The second volunteer I shadowed was probably one of the kindest people I've met in a long time. She just loved on the patients. Love oozed from her. One of the patients was a grandpa and at some point in our shift one of his daughters and granddaughters, and family dog came for a visit. Yes pets of all sorts are welcome in hospice. The workers even find loving homes for them once their owners pass. The grand daughter was about 12 maybe? Too old for the toy room down the hall. She was bored, as I'm sure most people visiting hospice, or even hospital patients are. After you've given the latest news there really isn't much to say or do. Now I'm reading "The American Book of Living and Dying" which I'm sure will argue that there's lots to do with the dying; they are teachers after all. But for the most part.......... Basically you're waiting. In hospitals you're waiting for the patient to get better and get out of there. In hospices you're waiting for the end of life to come. Waiting is exhausting. Mentally and physically taxing.

The volunteer I was with offered to make the girl a milkshake. A small well stocked kitchen with ice cream and a blender would make it possible. The little girl shyly refused but it's a gesture that I don't think I'll ever forget. Love is making a child a milkshake while she sits by her grandfather's bedside. There are no rules, no policy's and procedures, no permission needed. Just love on a child who's probably feeling out of place and scared. Just love.

It reminded me of "the" Tony Campolo story. You know the one where he threw a birthday party for a hooker? Don't know it? You're amongst the few then. Seems back in the day I had a pastor that must have been especially fond of Compolo because twice over the course of a few years he told the birthday party for a hooker story. After hearing him tell it the second time I left for a youth conference where Tony Campolo just happened to be speaking. And what story do you suppose he told? Yep, the birthday party for a hooker story.

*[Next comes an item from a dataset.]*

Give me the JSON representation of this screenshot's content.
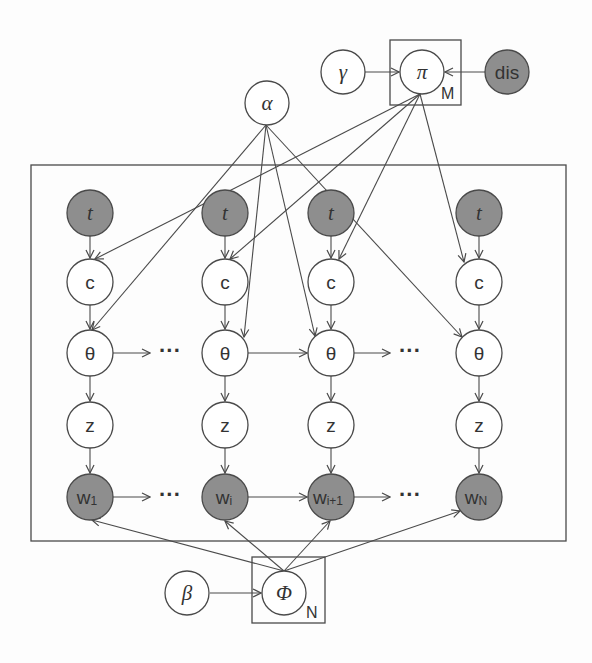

So the story goes like this. Tony, who's a well known (especially to pastors from Saskatchewan) Christian speaker found himself at a divey restaurant in Honolulu at 3:30 in the morning one day. In walks a bunch of hookers and he here's one named Agnes (I'll pause while some of you smile at that because I AM NOT making that up) say that it's her birthday the next day. Well Tony decided right then and there to throw her a birthday party the next day. Sure enough he shows up with cake and streamers the whole bit. The hooker is of course moved and Tony of course prays for her.

When he's finished, Harry (the restaurant owner) leans over, and with a trace of hostility in his voice, he says, "Hey, you never told me you was a preacher. What kind of church do you belong to anyway?"

In one of those moments when just the right words came, Tony answers him quietly, "I belong to a church that throws birthday parties for prostitutes at 3:30 in the morning."

Harry thinks for a moment, and in a mocking way says, "No you don't. There ain't no church like that. If there was, I'd join it. Yep, I'd join a church like that."
http://www.swapmeetdave.com/Bible/Agnes.htm

I've been through a lot lately. Stuff that makes me question God, his wisdom, his character. But one thing I do know is that if Jesus were here he'd throw a birthday party for a hooker and make a 12 year old a chocolate milk shake.